## Problem details
Include only the line with "Task: Click on the TECHNOLOGY" and the lines after it, each reproduced exactly as it stands in the entries below.

## Records provided
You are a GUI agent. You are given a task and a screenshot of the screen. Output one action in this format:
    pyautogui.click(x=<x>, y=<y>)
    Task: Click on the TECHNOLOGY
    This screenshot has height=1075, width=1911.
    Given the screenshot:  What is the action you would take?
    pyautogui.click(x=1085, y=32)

## Response area
    Task: Click on the TECHNOLOGY
    This screenshot has height=1075, width=1911.
    Given the screenshot:  What is the action you would take?
    pyautogui.click(x=1085, y=32)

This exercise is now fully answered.